The young man shrugged.
‘Go with the god, then,’ he said, raising a hand in blessing.
Then he squatted by two men sharing a hookah. He had something like a playing card in his hand, and they both looked at it, and then Aranthur was past them.
Aranthur turned and walked south along the First Canal. The way was narrow, and he had to walk his horse, but soon enough he emerged from the tenements. The water in the canal became seawater; the sidewalk, locally called a fondemento, along the canal widened and was made of stone, and he could ride again. He passed a row of palaces as opulent as the tenements had been poor and emerged onto the waterfront, the Fondemento Sudo, which ran all the way along the south shore of the City, pierced by a hundred canals and lined with ships.
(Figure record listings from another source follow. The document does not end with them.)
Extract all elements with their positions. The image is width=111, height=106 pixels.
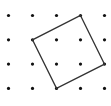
grid-dot [79, 87, 82, 90]
grid-dot [7, 63, 10, 66]
grid-dot [7, 38, 10, 41]
grid-dot [103, 14, 106, 17]
tilted-square [33, 16, 105, 89]
grid-dot [55, 63, 58, 66]
grid-dot [55, 38, 58, 41]
grid-dot [103, 87, 106, 90]
grid-dot [31, 87, 34, 90]
grid-dot [7, 14, 10, 17]
grid-dots [7, 14, 106, 90]
grid-dot [55, 14, 58, 17]
grid-dot [31, 63, 34, 66]
grid-dot [31, 14, 34, 17]
grid-dot [79, 38, 82, 41]
grid-dot [7, 87, 10, 90]
grid-dot [79, 63, 82, 66]
dot-grid-diagram [0, 0, 111, 106]
grid-dot [103, 38, 106, 41]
But as one of the City’s main thoroughfares, it had bridges over all the canals. Aranthur walked and rode along through the afternoon, gawking openly at the huge round ships from distant islands and the plethora of smaller ships: single-masted coasters from Atti across the strait and from the Arnaut ports to the west; a low black galley from Masr; an enormous grain ship built of vyrk bark, from Magua or Ocvouych, far to the south; a trio of heavy merchant ships from Lydia, their sides painted a magnificent vermilion.
But where the Grand Canal crossed under the Fondemento Sudo, at the Pontos Magnos, was the largest ship he had ever seen – a four-masted round ship as big, it seemed to him, as the whole Academy. It was unloading straight onto the fondemento. And what it was unloading, from a giant crane powered by a hundred longshoremen, was a monster.
The thing screamed like a fiend from the Twelver hell. It was massive – ten times the size and weight of a horse, with massive hind legs covered in green scales and sabre teeth in a long narrow mouth. It hung from a pair of heavy straps around its midsection between its colossal legs, and it did not enjoy the process of being unloaded.